The deal to protect 2.8 million square kilometers of international waters in the Arctic was reached after six meetings spread over 2 years. Canada, Russia, China, US, Japan and S Korea are among those nations with coastal claims in the Arctic.

Thus far, thick ice and uncertain fish stocks have kept commercial fishing vessels out of the central Arctic Ocean (CAO), but the region is becoming increasingly accessible because of rapid loss of summer sea ice. In recent summers, as much as 40% of the CAO has been open water, mostly north of Alaska and Russia, over the Chukchi Plateau.

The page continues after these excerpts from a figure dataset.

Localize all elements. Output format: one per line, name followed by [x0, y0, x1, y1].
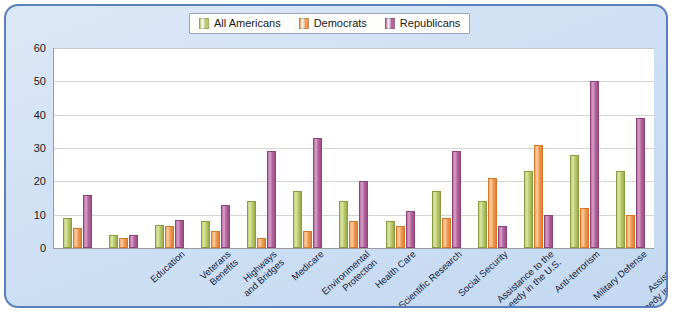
legend-swatch-icon	[299, 18, 309, 29]
legend-label: Democrats	[314, 18, 367, 29]
bar-group	[469, 48, 515, 248]
y-tick-label: 60	[6, 43, 46, 54]
y-tick-label: 10	[6, 209, 46, 220]
bar[interactable]	[590, 81, 599, 248]
legend-label: All Americans	[214, 18, 281, 29]
bar[interactable]	[452, 151, 461, 248]
bar[interactable]	[175, 220, 184, 248]
bar-group	[516, 48, 562, 248]
bar-group	[239, 48, 285, 248]
bar[interactable]	[83, 195, 92, 248]
bar[interactable]	[534, 145, 543, 248]
bar[interactable]	[359, 181, 368, 248]
bar[interactable]	[313, 138, 322, 248]
bar[interactable]	[406, 211, 415, 248]
chart-legend: All AmericansDemocratsRepublicans	[189, 13, 470, 34]
legend-swatch-icon	[199, 18, 209, 29]
bar-group	[608, 48, 654, 248]
bar[interactable]	[257, 238, 266, 248]
bar[interactable]	[339, 201, 348, 248]
plot-area	[53, 48, 654, 249]
bar-group	[331, 48, 377, 248]
bar[interactable]	[293, 191, 302, 248]
bar[interactable]	[570, 155, 579, 248]
bar[interactable]	[616, 171, 625, 248]
bar[interactable]	[544, 215, 553, 248]
bar[interactable]	[165, 226, 174, 248]
bar[interactable]	[432, 191, 441, 248]
bar-group	[100, 48, 146, 248]
legend-item-1[interactable]: Democrats	[299, 18, 367, 29]
bar[interactable]	[63, 218, 72, 248]
bar[interactable]	[396, 226, 405, 248]
bar-group	[285, 48, 331, 248]
y-tick-label: 0	[6, 243, 46, 254]
bar[interactable]	[119, 238, 128, 248]
bar[interactable]	[73, 228, 82, 248]
chart-frame: All AmericansDemocratsRepublicans 010203…	[4, 4, 668, 308]
y-tick-label: 20	[6, 176, 46, 187]
bar[interactable]	[386, 221, 395, 248]
bar-group	[192, 48, 238, 248]
y-tick-label: 40	[6, 109, 46, 120]
bar[interactable]	[201, 221, 210, 248]
bar[interactable]	[478, 201, 487, 248]
bar[interactable]	[303, 231, 312, 248]
x-axis-labels: EducationVeterans BenefitsHighways and B…	[53, 249, 653, 308]
bar[interactable]	[626, 215, 635, 248]
bar[interactable]	[636, 118, 645, 248]
bar[interactable]	[155, 225, 164, 248]
legend-item-0[interactable]: All Americans	[199, 18, 281, 29]
bar-group	[562, 48, 608, 248]
bar[interactable]	[349, 221, 358, 248]
bar[interactable]	[524, 171, 533, 248]
bar[interactable]	[488, 178, 497, 248]
bar[interactable]	[267, 151, 276, 248]
legend-swatch-icon	[385, 18, 395, 29]
bar[interactable]	[211, 231, 220, 248]
bar-group	[423, 48, 469, 248]
legend-item-2[interactable]: Republicans	[385, 18, 461, 29]
bar[interactable]	[221, 205, 230, 248]
bar-group	[54, 48, 100, 248]
bar[interactable]	[109, 235, 118, 248]
bar[interactable]	[442, 218, 451, 248]
bar-group	[377, 48, 423, 248]
bar[interactable]	[498, 226, 507, 248]
legend-label: Republicans	[400, 18, 461, 29]
y-tick-label: 30	[6, 143, 46, 154]
bar[interactable]	[580, 208, 589, 248]
y-tick-label: 50	[6, 76, 46, 87]
bar-group	[146, 48, 192, 248]
x-tick-label: Assistance to the unemployed	[667, 249, 668, 308]
bar[interactable]	[129, 235, 138, 248]
bar[interactable]	[247, 201, 256, 248]
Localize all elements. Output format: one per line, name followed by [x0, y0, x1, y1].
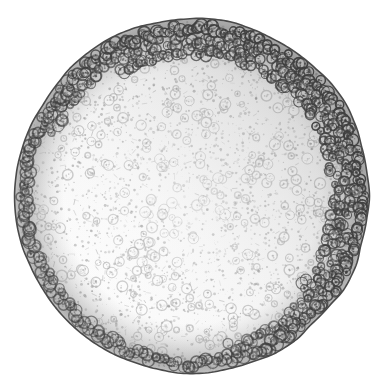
blastoderm-cell	[217, 52, 224, 59]
blastoderm-cell	[316, 255, 323, 262]
blastoderm-cell	[156, 36, 163, 43]
blastoderm-cell	[328, 153, 336, 161]
blastoderm-cell	[343, 268, 350, 275]
blastoderm-cell	[336, 209, 342, 215]
blastoderm-cell	[298, 301, 306, 309]
embryo-sphere	[15, 18, 370, 373]
blastoderm-cell	[313, 267, 320, 274]
blastoderm-cell	[246, 61, 256, 71]
blastoderm-cell	[335, 186, 342, 193]
blastoderm-cell	[325, 166, 336, 177]
figure-canvas: Spherical cellular embryo (blastula) who…	[0, 0, 385, 388]
blastoderm-cell	[324, 126, 331, 133]
blastoderm-cell	[305, 110, 314, 119]
blastoderm-cell	[25, 197, 32, 205]
blastoderm-cell	[344, 211, 352, 219]
blastoderm-cell	[304, 295, 311, 302]
spherical-embryo-figure: Spherical cellular embryo (blastula) who…	[0, 0, 385, 388]
blastoderm-cell	[345, 188, 352, 195]
blastoderm-cell	[285, 50, 292, 57]
blastoderm-cell	[223, 339, 233, 349]
blastoderm-cell	[179, 364, 187, 372]
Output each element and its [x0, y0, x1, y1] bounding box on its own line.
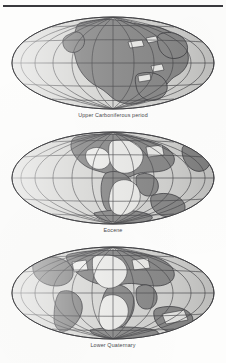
- map-eocene: [10, 129, 216, 227]
- top-horizontal-rule: [3, 5, 223, 7]
- map-caption-lower-quaternary: Lower Quaternary: [0, 342, 226, 348]
- map-block-lower-quaternary: Lower Quaternary: [0, 242, 226, 357]
- figure-page: Upper Carboniferous period: [0, 0, 226, 363]
- map-block-upper-carboniferous: Upper Carboniferous period: [0, 12, 226, 127]
- map-lower-quaternary: [10, 244, 216, 342]
- map-block-eocene: Eocene: [0, 127, 226, 242]
- map-caption-eocene: Eocene: [0, 227, 226, 233]
- sphere-shading: [10, 244, 216, 342]
- sphere-shading: [10, 14, 216, 112]
- map-stack: Upper Carboniferous period: [0, 12, 226, 357]
- sphere-shading: [10, 129, 216, 227]
- map-caption-upper-carboniferous: Upper Carboniferous period: [0, 112, 226, 118]
- map-upper-carboniferous: [10, 14, 216, 112]
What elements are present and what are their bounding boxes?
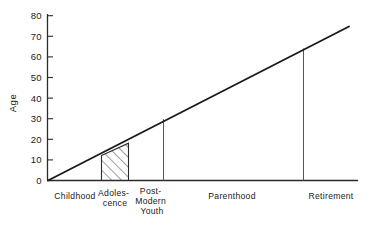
age-life-stage-chart: 0 10 20 30 40 50 60 70 80 Age Childhood … [0, 0, 368, 227]
y-tick-label-10: 10 [31, 154, 42, 165]
y-tick-label-0: 0 [36, 175, 42, 186]
x-axis-category-labels: Childhood Adoles- cence Post- Modern You… [54, 186, 354, 216]
pmy-line-2: Modern [135, 196, 166, 206]
adolescence-line-1: Adoles- [98, 188, 129, 198]
y-tick-label-30: 30 [31, 113, 42, 124]
category-label-adolescence: Adoles- cence [98, 188, 132, 208]
y-tick-label-20: 20 [31, 134, 42, 145]
y-tick-label-70: 70 [31, 31, 42, 42]
category-label-post-modern-youth: Post- Modern Youth [135, 186, 169, 216]
stage-dividers [164, 49, 304, 181]
chart-container: 0 10 20 30 40 50 60 70 80 Age Childhood … [0, 0, 368, 227]
y-axis-tick-labels: 0 10 20 30 40 50 60 70 80 [31, 10, 42, 186]
category-label-parenthood: Parenthood [208, 191, 255, 201]
adolescence-line-2: cence [103, 198, 127, 208]
y-tick-label-80: 80 [31, 10, 42, 21]
y-axis-title: Age [7, 94, 18, 113]
y-tick-label-60: 60 [31, 51, 42, 62]
category-label-retirement: Retirement [308, 191, 353, 201]
category-label-childhood: Childhood [54, 191, 95, 201]
pmy-line-1: Post- [140, 186, 162, 196]
y-axis-ticks [48, 16, 54, 181]
y-tick-label-50: 50 [31, 72, 42, 83]
y-tick-label-40: 40 [31, 93, 42, 104]
pmy-line-3: Youth [140, 206, 163, 216]
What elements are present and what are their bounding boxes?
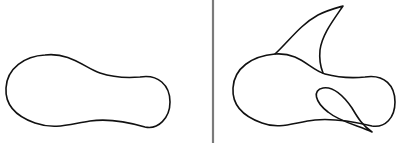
right-blob-curve	[233, 54, 395, 126]
right-panel	[233, 6, 395, 132]
shark-fin-curve	[275, 6, 343, 73]
figure-canvas	[0, 0, 405, 145]
left-panel	[6, 55, 170, 128]
teardrop-loop-curve	[316, 88, 372, 132]
left-blob-curve	[6, 55, 170, 128]
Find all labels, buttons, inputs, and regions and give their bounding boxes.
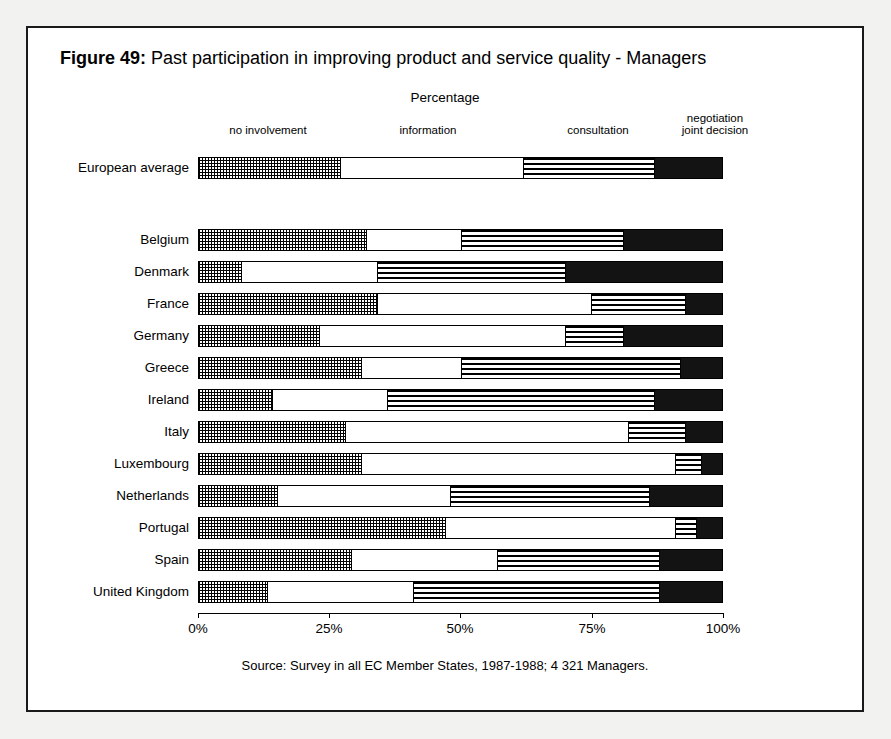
chart-row-greece: Greece [198,357,723,379]
chart-row-luxembourg: Luxembourg [198,453,723,475]
legend-label: information [400,124,457,136]
segment-negotiation [659,582,722,602]
segment-no-involvement [199,486,277,506]
segment-negotiation [623,230,722,250]
legend-item-negotiation-joint-decision: negotiation joint decision [640,112,790,136]
x-axis-label-25: 25% [299,621,359,636]
x-axis-tick-100 [723,613,724,618]
stacked-bar[interactable] [198,389,723,411]
segment-consultation [450,486,649,506]
segment-negotiation [685,422,722,442]
segment-no-involvement [199,422,345,442]
segment-consultation [387,390,654,410]
x-axis-label-0: 0% [168,621,228,636]
x-axis-tick-50 [460,613,461,618]
legend-label-line1: negotiation [640,112,790,124]
stacked-bar[interactable] [198,453,723,475]
row-label: Belgium [140,229,198,251]
legend-item-information: information [358,124,498,136]
segment-information [377,294,591,314]
row-label: Germany [133,325,198,347]
source-note: Source: Survey in all EC Member States, … [28,658,862,673]
segment-information [361,454,675,474]
chart-row-germany: Germany [198,325,723,347]
row-label: France [147,293,198,315]
segment-negotiation [680,358,722,378]
chart-row-belgium: Belgium [198,229,723,251]
row-label: Spain [154,549,198,571]
segment-no-involvement [199,550,351,570]
segment-no-involvement [199,582,267,602]
x-axis-tick-75 [592,613,593,618]
segment-information [345,422,627,442]
row-label: Ireland [148,389,198,411]
stacked-bar[interactable] [198,517,723,539]
row-label: Netherlands [116,485,198,507]
row-label: Denmark [134,261,198,283]
stacked-bar[interactable] [198,421,723,443]
segment-information [351,550,497,570]
segment-consultation [413,582,659,602]
segment-negotiation [565,262,722,282]
segment-information [445,518,675,538]
segment-no-involvement [199,390,272,410]
chart-row-portugal: Portugal [198,517,723,539]
segment-negotiation [623,326,722,346]
stacked-bar[interactable] [198,357,723,379]
legend-label: no involvement [229,124,306,136]
chart-plot-area: no involvement information consultation … [28,28,862,710]
row-label: Italy [164,421,198,443]
chart-row-italy: Italy [198,421,723,443]
segment-no-involvement [199,262,241,282]
segment-negotiation [696,518,722,538]
segment-consultation [377,262,565,282]
x-axis-tick-25 [329,613,330,618]
segment-information [241,262,377,282]
chart-row-netherlands: Netherlands [198,485,723,507]
legend-label: consultation [567,124,628,136]
stacked-bar[interactable] [198,549,723,571]
segment-negotiation [685,294,722,314]
row-label: Greece [145,357,198,379]
stacked-bar[interactable] [198,157,723,179]
chart-row-denmark: Denmark [198,261,723,283]
segment-negotiation [649,486,722,506]
chart-row-european-average: European average [198,157,723,179]
stacked-bar[interactable] [198,581,723,603]
segment-negotiation [654,158,722,178]
segment-no-involvement [199,294,377,314]
segment-information [340,158,523,178]
x-axis-tick-0 [198,613,199,618]
segment-consultation [461,230,623,250]
chart-row-spain: Spain [198,549,723,571]
chart-row-ireland: Ireland [198,389,723,411]
segment-information [366,230,460,250]
segment-no-involvement [199,358,361,378]
segment-negotiation [701,454,722,474]
x-axis-label-75: 75% [562,621,622,636]
legend-label-line2: joint decision [640,124,790,136]
x-axis-label-50: 50% [430,621,490,636]
segment-information [319,326,565,346]
segment-consultation [591,294,685,314]
stacked-bar[interactable] [198,293,723,315]
segment-no-involvement [199,158,340,178]
row-label: European average [78,157,198,179]
stacked-bar[interactable] [198,261,723,283]
stacked-bar[interactable] [198,229,723,251]
stacked-bar[interactable] [198,325,723,347]
x-axis-label-100: 100% [693,621,753,636]
row-label: Luxembourg [114,453,198,475]
segment-no-involvement [199,326,319,346]
segment-information [277,486,450,506]
chart-row-united-kingdom: United Kingdom [198,581,723,603]
segment-consultation [565,326,623,346]
segment-information [272,390,387,410]
segment-consultation [628,422,686,442]
segment-consultation [675,454,701,474]
segment-consultation [497,550,659,570]
segment-negotiation [659,550,722,570]
stacked-bar[interactable] [198,485,723,507]
segment-consultation [523,158,654,178]
row-label: United Kingdom [93,581,198,603]
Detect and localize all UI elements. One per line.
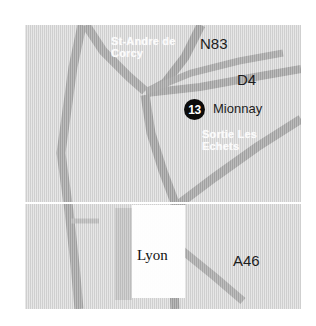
road-west-main xyxy=(61,25,82,309)
map-panel[interactable]: St-Andre de Corcy N83 D4 13 Mionnay Sort… xyxy=(25,25,301,309)
road-north-diagonal xyxy=(86,25,145,91)
urban-shadow-strip xyxy=(115,208,132,300)
road-network xyxy=(25,25,301,309)
map-root: St-Andre de Corcy N83 D4 13 Mionnay Sort… xyxy=(0,0,316,326)
exit-badge-13[interactable]: 13 xyxy=(184,99,205,120)
urban-area-lyon xyxy=(132,205,185,298)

As the summer sea ice becomes thinner and its edge retreats northward, more sunlight is penetrating the water, increasing production of plankton, the base of the Arctic food web. These sun-fed plankton are gobbled up by Arctic cod, which in turn are hunted by animals higher up the food chain, including seals, polar bears, and humans.

Under international law, these high seas are open to anyone. In the absence of an agreement, fishing there would not be illegal, but it would be unregulated and some researchers, environmental groups, and policymakers fear it could harm the fragile and rapidly changing marine ecosystem.

In 2012, approximately 2000 scientists called for a fishing moratorium in the CAO to prevent a similar catastrophe. Their efforts were a success: By 2015, Canada, Denmark (representing Greenland), Norway, Russia, and the United States the nations with Arctic coastlines vowed to bar their own fishing vessels from the area.

Delegations from Japan, China, South Korea, Iceland, and the European Union joined discussion later that year to negotiate a new agreement. In December 2016, before he left office, then-President Barack Obama and Canadian Prime Minister Justin Trudeau affirmed their commitment to a legally binding agreement to prevent unregulated fishing in the CAO.